Below is a listing. Write out exactly its lines between the one holding "This screenshot has height=624, width=672." and the one holding "At what (x,y)", inclusive.

START Records provided

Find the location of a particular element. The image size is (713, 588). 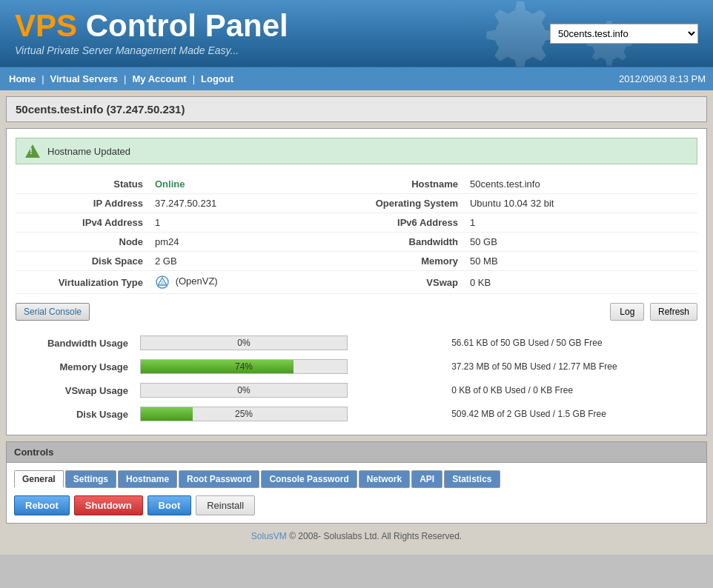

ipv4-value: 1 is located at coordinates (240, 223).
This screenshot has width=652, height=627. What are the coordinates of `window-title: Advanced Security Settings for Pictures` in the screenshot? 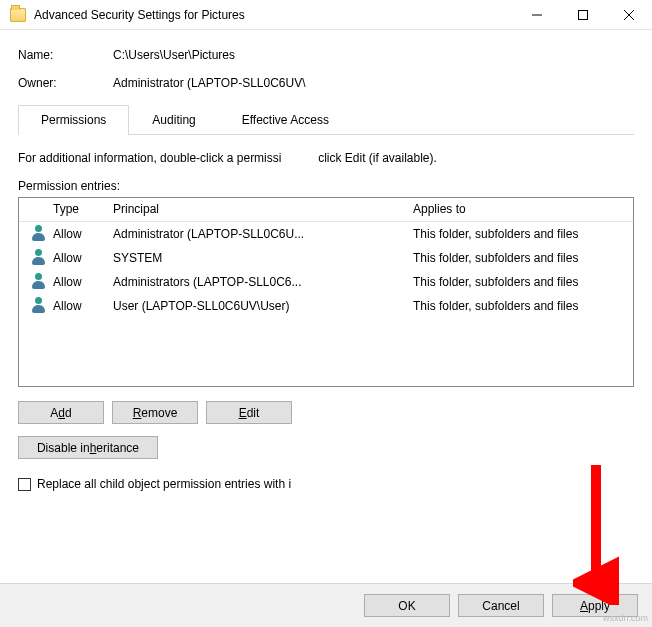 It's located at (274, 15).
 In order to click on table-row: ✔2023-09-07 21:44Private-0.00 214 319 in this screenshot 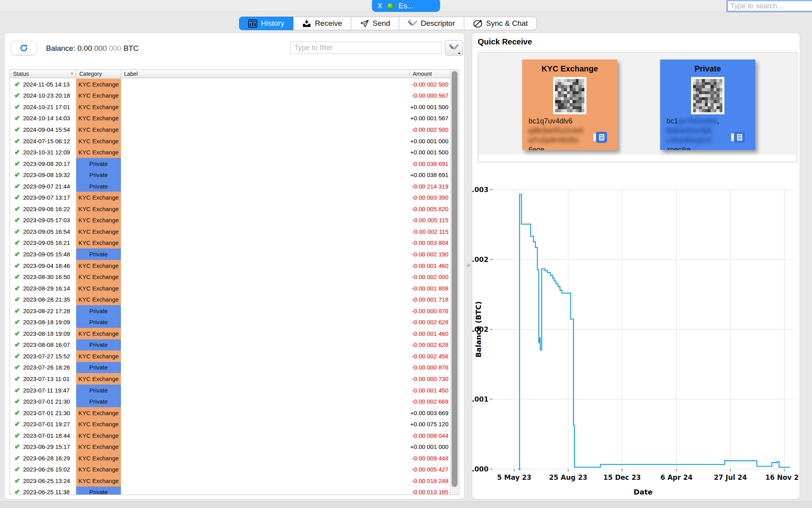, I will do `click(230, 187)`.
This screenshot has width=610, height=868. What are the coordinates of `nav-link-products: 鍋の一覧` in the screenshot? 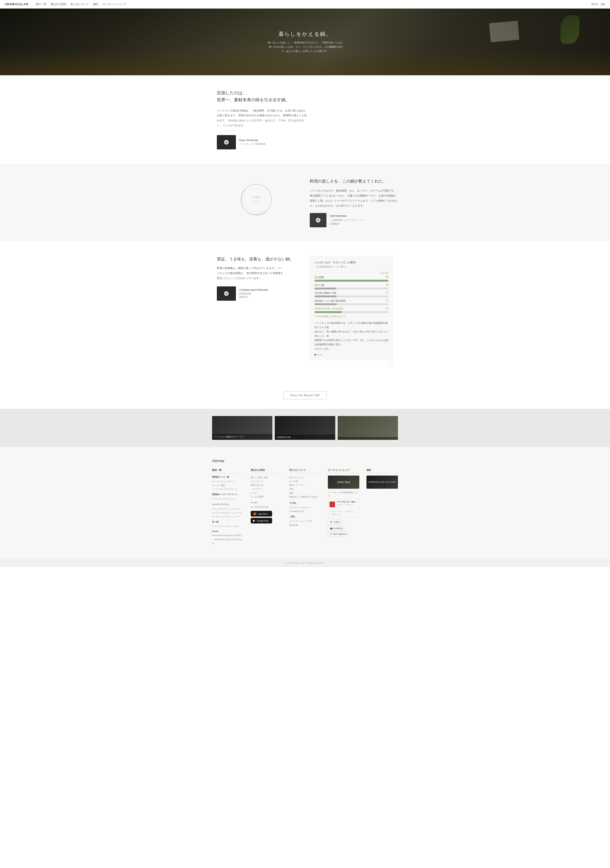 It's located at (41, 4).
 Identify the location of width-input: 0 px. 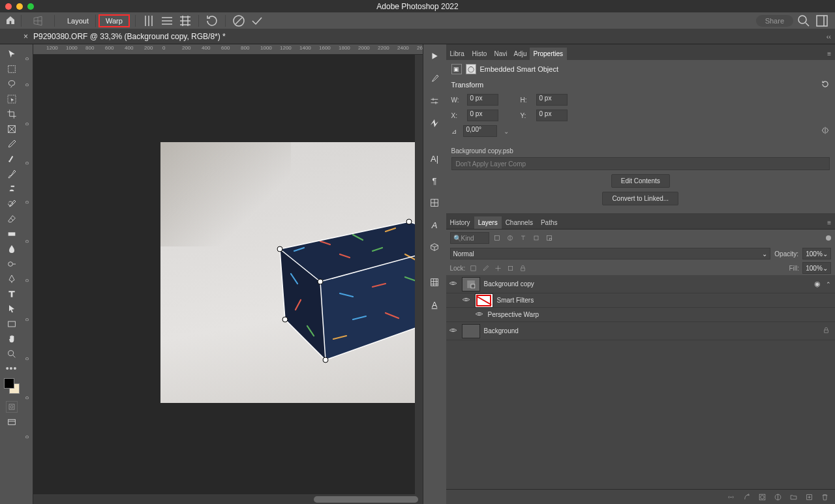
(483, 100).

END Records provided
START Records provided

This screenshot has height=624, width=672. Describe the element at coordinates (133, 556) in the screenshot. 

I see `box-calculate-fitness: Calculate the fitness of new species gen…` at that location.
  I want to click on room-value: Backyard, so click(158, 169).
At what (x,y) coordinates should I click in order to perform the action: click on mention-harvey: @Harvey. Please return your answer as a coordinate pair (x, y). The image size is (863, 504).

END Records provided
START Records provided

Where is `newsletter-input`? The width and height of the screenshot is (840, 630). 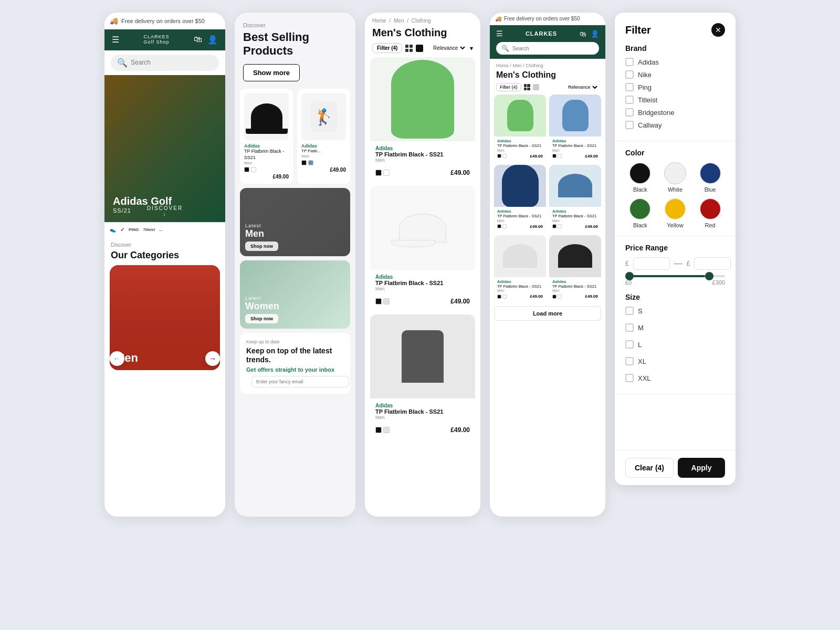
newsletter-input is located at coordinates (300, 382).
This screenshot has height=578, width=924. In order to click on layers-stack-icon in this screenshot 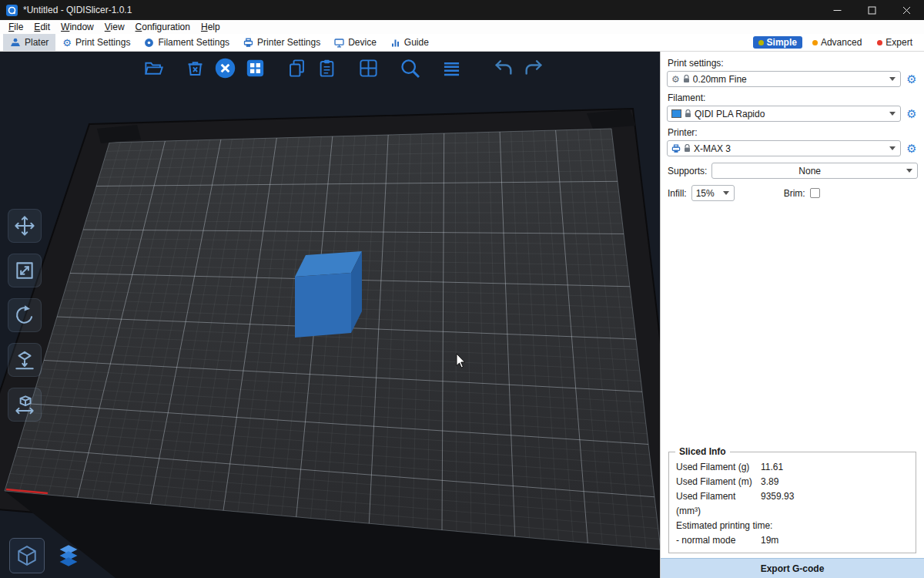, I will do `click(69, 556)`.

END Records provided

*Answer to this exercise*
This screenshot has height=624, width=672. Describe the element at coordinates (133, 556) in the screenshot. 

I see `box-calculate-fitness: Calculate the fitness of new species gen…` at that location.
  I want to click on room-value: Backyard, so click(158, 169).
At what (x,y) coordinates should I click in order to perform the action: click on mention-harvey: @Harvey. Please return your answer as a coordinate pair (x, y). The image size is (863, 504).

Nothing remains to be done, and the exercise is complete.